Fritz Apking, ’52, made movie memories as a stunt double

“Thanks for the Memories” may be Bob Hope’s theme song, but it could just as well apply to Fritz Apking. A 1952 drama graduate, Apking retired after 30 years in Hollywood, most of it spent as a stunt double for such stars as Charlton Heston (“Planet of the Apes”), Rock Hudson (“Tobruk”), Vincent Price (“House of Wax”), George Kennedy (“The Blue Knight”), Chevy Chase (“National Lampoon’s Vacation”) and 20 years as stand-in and stunt double for Chuck Connors, star of the TV western series “The Rifleman.”

“I did a lot of horse things in the ’50s and ‘6os, when westerns were in vogue,” Apking recalls. “I was basically a fight man and did a lot of saddle falls.” He also did car chases and jumped over obstacles in automobiles. It was Apking, not Chevy Chase, behind the wheel for the wild freeway driving en route to the Wally World theme park in Vacation.

Apking remembers a leap across a 12-15-foot crevasse, wearing high cowboy boots, as his most hazardous stunt. Although he never experienced a serious injury, he brought some chronic “back problems” with him into retirement.

He also brought treasured memories. He has had lunch with President Kennedy at the White House. He “hung out” with Peter Fonda and Dennis Hopper in Peru where he was a stunt man for “The Last Movie.” He remembers with special fondness spending three months in Prague in 1968, making the World War II film “The Bridge at Remagen.” During that Prague Spring he met Premier Alexander Dubcek, who shared a beer with Apking and a group of students the stunt man had befriended.

Apking, who played end on the 1949 and 1950 Husky football team and signed a contract with the San Francisco 49ers, worked under the name Fritz Ford or Frederick Ford He started his career as an actor in the 1955 film “Mister Roberts.” That was followed by guest spots on the Ann Southern and Loretta Young television shows. But the last-minute dialogue changes proved frustrating to Apking. He cheerfully acknowledges that, when it comes to dialogue, he’s not a “quick study.” “This is it for me,” he told Connors one day. “I’ll be your stunt man.” And a new career was born.

Now happily retired to a life of golf, reading and property management, Apking says, “It was the most fabulous job a guy could ever have …. I have enough stories to last me the rest of my life.”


* What you should do
All entries that follow are to be printed exactly as written.

Items from a dataset:
==========

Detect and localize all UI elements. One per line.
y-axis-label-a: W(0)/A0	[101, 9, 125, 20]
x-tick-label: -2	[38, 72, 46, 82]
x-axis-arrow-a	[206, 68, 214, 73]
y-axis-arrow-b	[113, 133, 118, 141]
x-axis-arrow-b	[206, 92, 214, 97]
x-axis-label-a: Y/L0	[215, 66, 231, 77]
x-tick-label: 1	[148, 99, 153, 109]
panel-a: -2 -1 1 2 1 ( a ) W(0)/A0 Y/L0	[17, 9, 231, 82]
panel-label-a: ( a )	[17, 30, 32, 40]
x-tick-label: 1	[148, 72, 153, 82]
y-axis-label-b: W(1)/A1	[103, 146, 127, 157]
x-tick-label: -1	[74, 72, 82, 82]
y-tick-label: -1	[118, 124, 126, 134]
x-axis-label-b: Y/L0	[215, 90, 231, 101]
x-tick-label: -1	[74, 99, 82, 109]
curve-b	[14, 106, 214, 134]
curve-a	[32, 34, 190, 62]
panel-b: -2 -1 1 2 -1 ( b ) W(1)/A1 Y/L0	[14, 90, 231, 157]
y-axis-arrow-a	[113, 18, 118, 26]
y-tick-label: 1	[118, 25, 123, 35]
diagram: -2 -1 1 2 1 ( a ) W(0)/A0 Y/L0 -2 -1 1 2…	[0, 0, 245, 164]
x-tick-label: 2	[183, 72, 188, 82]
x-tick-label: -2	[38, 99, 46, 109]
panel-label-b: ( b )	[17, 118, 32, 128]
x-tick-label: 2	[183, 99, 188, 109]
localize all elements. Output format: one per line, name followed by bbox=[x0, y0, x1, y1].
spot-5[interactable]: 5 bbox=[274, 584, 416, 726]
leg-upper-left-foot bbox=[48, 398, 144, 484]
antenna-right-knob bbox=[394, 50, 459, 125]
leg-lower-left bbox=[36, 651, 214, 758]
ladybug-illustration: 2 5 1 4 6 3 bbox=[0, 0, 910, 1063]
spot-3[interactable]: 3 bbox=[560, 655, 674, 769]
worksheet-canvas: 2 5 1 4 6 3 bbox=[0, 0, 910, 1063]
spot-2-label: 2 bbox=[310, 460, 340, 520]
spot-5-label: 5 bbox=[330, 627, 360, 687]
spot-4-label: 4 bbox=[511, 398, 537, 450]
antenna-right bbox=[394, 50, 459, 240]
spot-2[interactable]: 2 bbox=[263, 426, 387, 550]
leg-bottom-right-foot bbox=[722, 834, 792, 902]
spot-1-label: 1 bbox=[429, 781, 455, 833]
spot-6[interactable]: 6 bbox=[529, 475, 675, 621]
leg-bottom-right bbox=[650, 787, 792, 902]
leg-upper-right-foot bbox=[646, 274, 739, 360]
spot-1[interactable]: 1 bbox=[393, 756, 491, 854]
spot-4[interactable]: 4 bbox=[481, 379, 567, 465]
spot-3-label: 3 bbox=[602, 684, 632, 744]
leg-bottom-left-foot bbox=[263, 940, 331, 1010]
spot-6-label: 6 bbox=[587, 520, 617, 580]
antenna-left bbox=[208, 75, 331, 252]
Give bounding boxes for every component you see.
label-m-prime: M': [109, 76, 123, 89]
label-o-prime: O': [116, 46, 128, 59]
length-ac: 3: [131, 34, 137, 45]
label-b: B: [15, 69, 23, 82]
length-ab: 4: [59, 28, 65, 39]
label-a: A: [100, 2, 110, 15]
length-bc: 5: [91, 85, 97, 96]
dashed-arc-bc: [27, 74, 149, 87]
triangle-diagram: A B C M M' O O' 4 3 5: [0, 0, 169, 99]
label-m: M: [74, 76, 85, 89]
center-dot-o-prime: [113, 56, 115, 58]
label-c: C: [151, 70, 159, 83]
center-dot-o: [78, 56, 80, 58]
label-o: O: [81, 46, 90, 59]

==========

* Solution to this exercise
Detect and localize all UI elements. One per line.
y-axis-label-a: W(0)/A0	[101, 9, 125, 20]
x-tick-label: -2	[38, 72, 46, 82]
x-axis-arrow-a	[206, 68, 214, 73]
y-axis-arrow-b	[113, 133, 118, 141]
x-axis-arrow-b	[206, 92, 214, 97]
x-axis-label-a: Y/L0	[215, 66, 231, 77]
x-tick-label: 1	[148, 99, 153, 109]
panel-a: -2 -1 1 2 1 ( a ) W(0)/A0 Y/L0	[17, 9, 231, 82]
panel-label-a: ( a )	[17, 30, 32, 40]
x-tick-label: 1	[148, 72, 153, 82]
y-axis-label-b: W(1)/A1	[103, 146, 127, 157]
x-tick-label: -1	[74, 72, 82, 82]
y-tick-label: -1	[118, 124, 126, 134]
x-axis-label-b: Y/L0	[215, 90, 231, 101]
x-tick-label: -1	[74, 99, 82, 109]
curve-b	[14, 106, 214, 134]
curve-a	[32, 34, 190, 62]
panel-b: -2 -1 1 2 -1 ( b ) W(1)/A1 Y/L0	[14, 90, 231, 157]
y-axis-arrow-a	[113, 18, 118, 26]
y-tick-label: 1	[118, 25, 123, 35]
diagram: -2 -1 1 2 1 ( a ) W(0)/A0 Y/L0 -2 -1 1 2…	[0, 0, 245, 164]
x-tick-label: 2	[183, 72, 188, 82]
x-tick-label: -2	[38, 99, 46, 109]
panel-label-b: ( b )	[17, 118, 32, 128]
x-tick-label: 2	[183, 99, 188, 109]
localize all elements. Output format: one per line, name followed by bbox=[x0, y0, x1, y1].
spot-5[interactable]: 5 bbox=[274, 584, 416, 726]
leg-upper-left-foot bbox=[48, 398, 144, 484]
antenna-right-knob bbox=[394, 50, 459, 125]
leg-lower-left bbox=[36, 651, 214, 758]
ladybug-illustration: 2 5 1 4 6 3 bbox=[0, 0, 910, 1063]
spot-3[interactable]: 3 bbox=[560, 655, 674, 769]
worksheet-canvas: 2 5 1 4 6 3 bbox=[0, 0, 910, 1063]
spot-2-label: 2 bbox=[310, 460, 340, 520]
spot-5-label: 5 bbox=[330, 627, 360, 687]
spot-4-label: 4 bbox=[511, 398, 537, 450]
antenna-right bbox=[394, 50, 459, 240]
spot-2[interactable]: 2 bbox=[263, 426, 387, 550]
leg-bottom-right-foot bbox=[722, 834, 792, 902]
spot-1-label: 1 bbox=[429, 781, 455, 833]
spot-6[interactable]: 6 bbox=[529, 475, 675, 621]
leg-bottom-right bbox=[650, 787, 792, 902]
leg-upper-right-foot bbox=[646, 274, 739, 360]
spot-1[interactable]: 1 bbox=[393, 756, 491, 854]
spot-4[interactable]: 4 bbox=[481, 379, 567, 465]
spot-3-label: 3 bbox=[602, 684, 632, 744]
leg-bottom-left-foot bbox=[263, 940, 331, 1010]
spot-6-label: 6 bbox=[587, 520, 617, 580]
antenna-left bbox=[208, 75, 331, 252]
Give bounding boxes for every component you see.
label-m-prime: M': [109, 76, 123, 89]
label-o-prime: O': [116, 46, 128, 59]
length-ac: 3: [131, 34, 137, 45]
label-b: B: [15, 69, 23, 82]
length-ab: 4: [59, 28, 65, 39]
label-a: A: [100, 2, 110, 15]
length-bc: 5: [91, 85, 97, 96]
dashed-arc-bc: [27, 74, 149, 87]
triangle-diagram: A B C M M' O O' 4 3 5: [0, 0, 169, 99]
label-m: M: [74, 76, 85, 89]
center-dot-o-prime: [113, 56, 115, 58]
label-c: C: [151, 70, 159, 83]
center-dot-o: [78, 56, 80, 58]
label-o: O: [81, 46, 90, 59]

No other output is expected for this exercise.